Ferghana Valley
What are the issues on the ground in the Ferghana Valley (Summer 2001)
(from: N. Marres and R. Rogers (2008) Subsuming the Ground: How local realities of the Ferghana Valley, the Narmada Dams, and the BTC pipeline are put to use on the Web. Economy and Society, 37(2): 251-281.)
The methods of mapping issue networks on the Web can also be used to evaluate particular relations between ‘the global’ and ‘the local’ in processes of issue formation. To this end, we conducted a small Web analysis of the issues of the Ferghana Valley, in Central Asia. We asked: can the global Web tell us what are the local issues of the Ferghana Valley?
Issues in the Fergana Valley, Uzbekistan, according to the Web, Fall 2001. Source: issuecrawler.net, Govcom.org Foundation, Amsterdam.
During a workshop on ‘Mapping Central Asian Issues’, which took place in Budapest in the summer of 2001, we explored the extent to which the global medium of the Web could disclose for us a distant locality in Central Asia, the Ferghana Valley, a region on the borders between Uzbekistan, Kyrgyzstan and Tajikistan, with low Internet access. In performing this exercise, we are challenged by a host of constraints, including but not limited to our language skills (only English, Dutch, German and French are available to us) as well as content- and infrastructure-related biases of the Web.
However, in collaboration with two workshop participants who were familiar with the region, Dilshod Sadykov and David Stubbs, we were able to use Web analysis to disclose local issues in the Ferghana Valley. As Dilshod Sadykov not only spoke Uzbek and Russian, but also knows his way around the Uzbek news media andWeb spaces, and David Stubbs knew the Central Asian NGO scene, we were able to demarcate a series of more or less ‘localized’ clusters and networks on the Web that dealt with the Ferghana Valley: an Uzbek governmental cluster, an Uzbek media cluster, a international media network, a transnational NGO network and, finally, a set of Uzbek NGOs that are active in the Fergana Valley.
From these clusters and networks, we subsequently derived the issues of the Ferghana Valley disclosed by each cluster. Because David Stubbs knew how to distinguish between Uzbek NGOs that are organized by the government and those that are more independent, we felt we reached ‘the ground’, in a sense, when we made the list of issues on which the latter are working (see Figures 1a and 1b).

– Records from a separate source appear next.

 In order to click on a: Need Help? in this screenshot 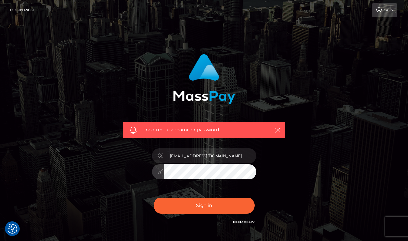, I will do `click(243, 221)`.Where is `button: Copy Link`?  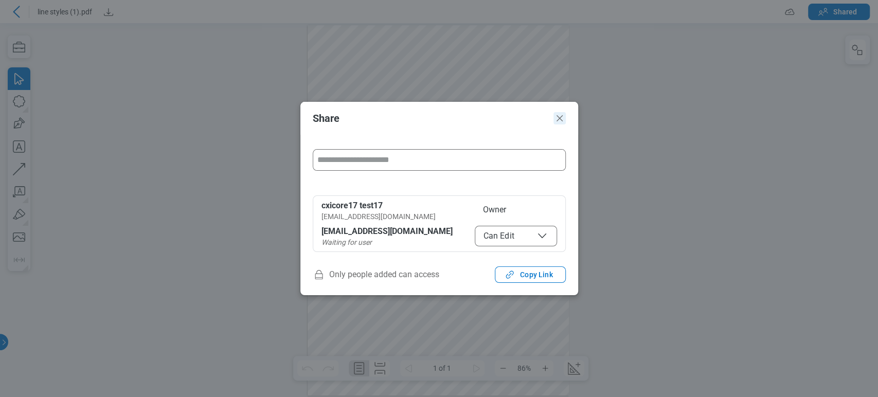
button: Copy Link is located at coordinates (530, 275).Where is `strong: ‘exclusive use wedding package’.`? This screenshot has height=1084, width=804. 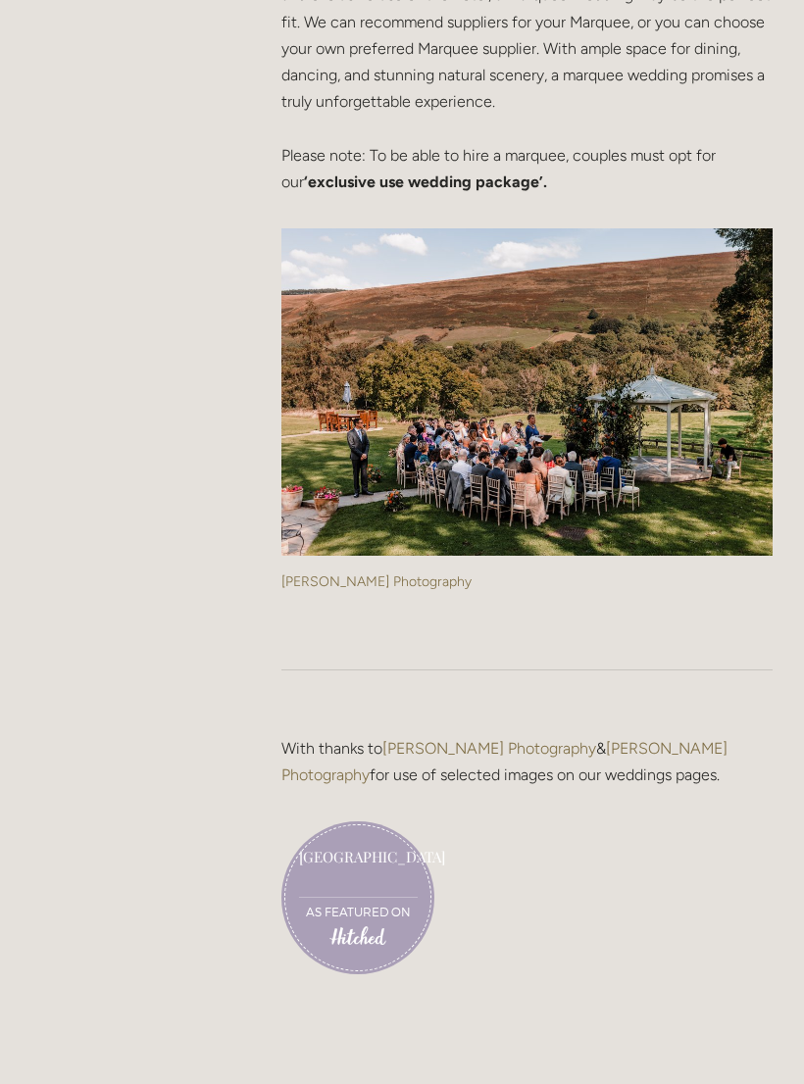 strong: ‘exclusive use wedding package’. is located at coordinates (425, 181).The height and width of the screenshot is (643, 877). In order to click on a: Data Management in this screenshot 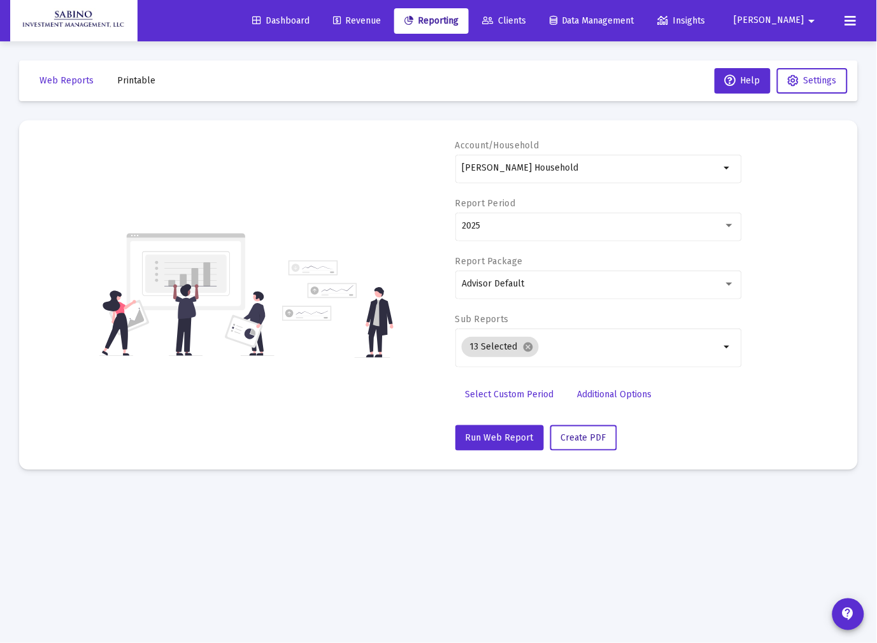, I will do `click(592, 21)`.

Our Web study of the Ferghana Valley problematized for us the tendency in some studies of ICTs and NGOs to grant _local_ articulations of issues a normative and analytical priority over _global_ ones. To begin with a basic point, Web study of a faraway region in Central Asia makes it particularly clear how much is required to access a ‘locality’ in terms of resources and skills, from our particular vantage point as researchers based in urban centres in Western Europe. As such, the Web could be understood as making more broadly relevant an important insight in anthropological theory, that access to the ‘local’ depends on particular large-scale infrastructures (Gupta & Ferguson, 1997).

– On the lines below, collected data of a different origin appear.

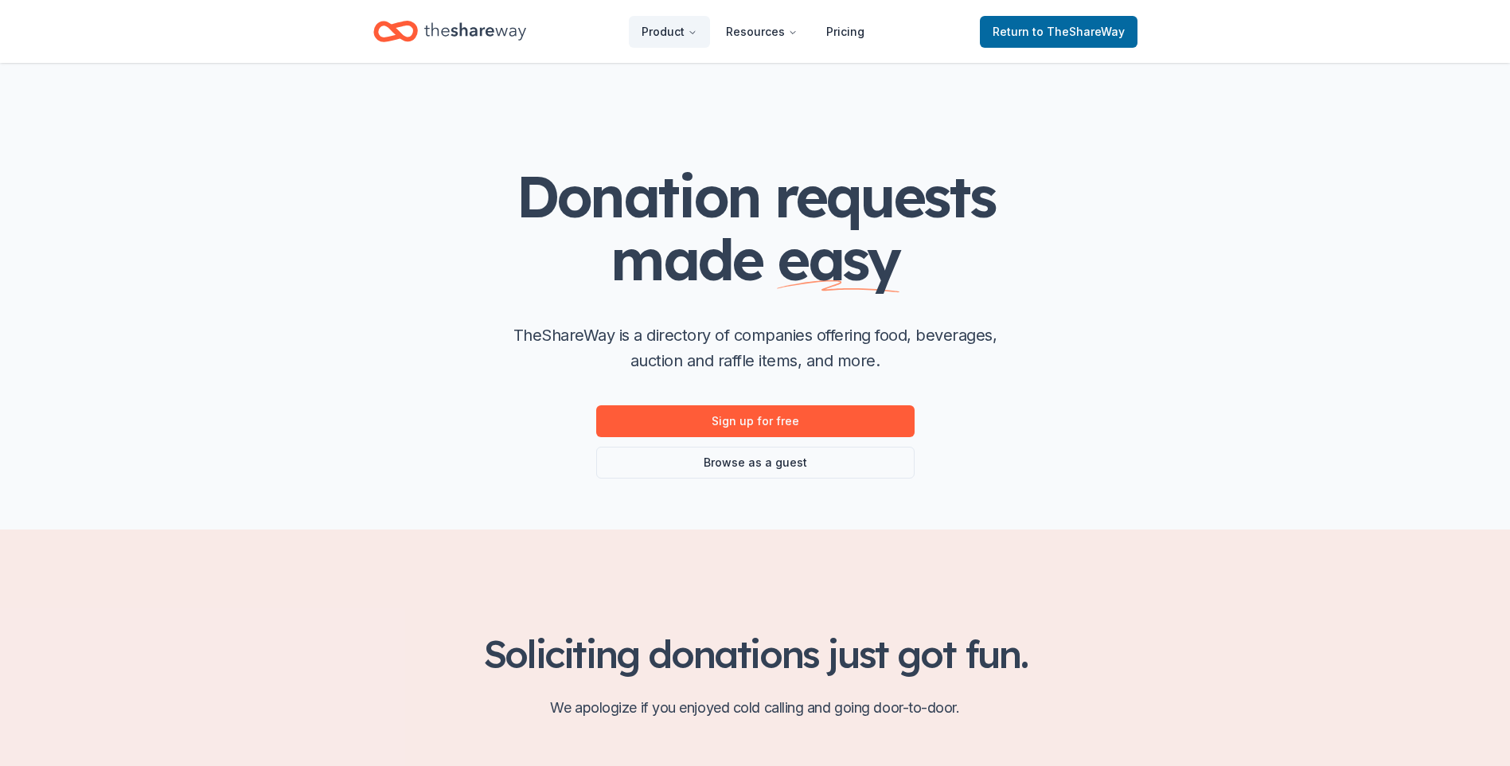  I want to click on p: TheShareWay is a directory of companies offering food, beverages, auction and raffle items, and m..., so click(755, 348).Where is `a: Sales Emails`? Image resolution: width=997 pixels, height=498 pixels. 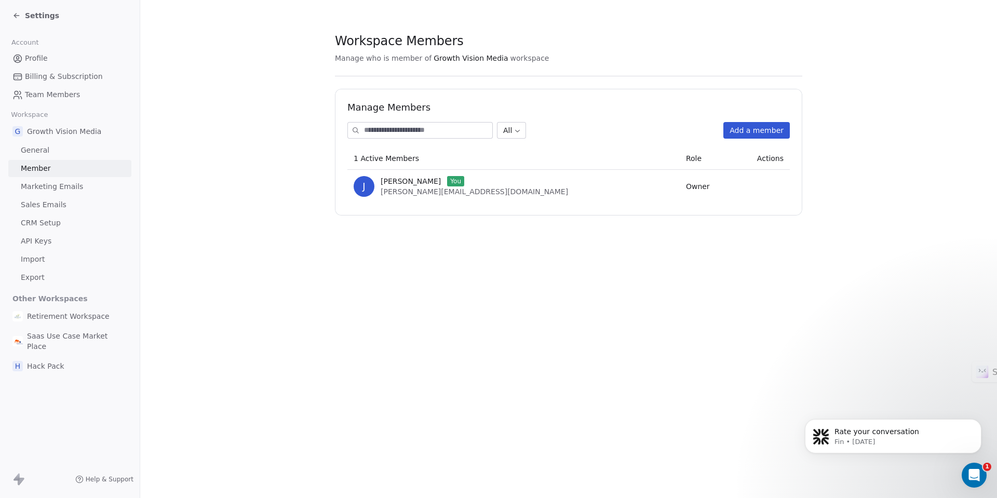
a: Sales Emails is located at coordinates (70, 205).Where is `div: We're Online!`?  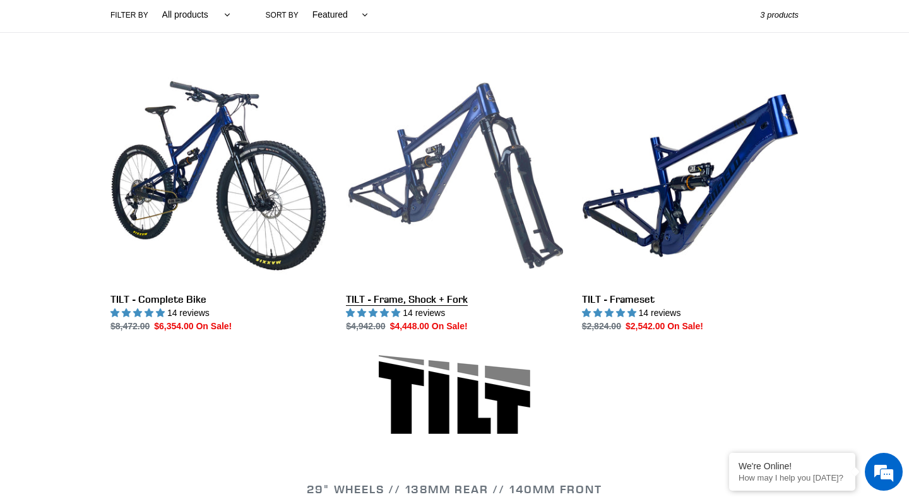
div: We're Online! is located at coordinates (792, 466).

Furthermore, our exercise made it clear that it cannot be maintained unconditionally that the closer actors are to the ground, the more they can tell us about what is going on there. In the case of the Ferghana Valley, it was in some sense the other way around. With respect to formalized information about this region, the transnational NGOs were much more informative than the Uzbek government bodies and Uzbek NGOs. While our medium of approach, i.e. the fact that we approached the ground via the Web, instead of actually going there, certainly has to do with this, it also has to do with the particular constraints that different actors face when it comes to the publicizing of accounts of local realities in a worldwide medium like the Web, in terms of infrastructural and moral and political conditions.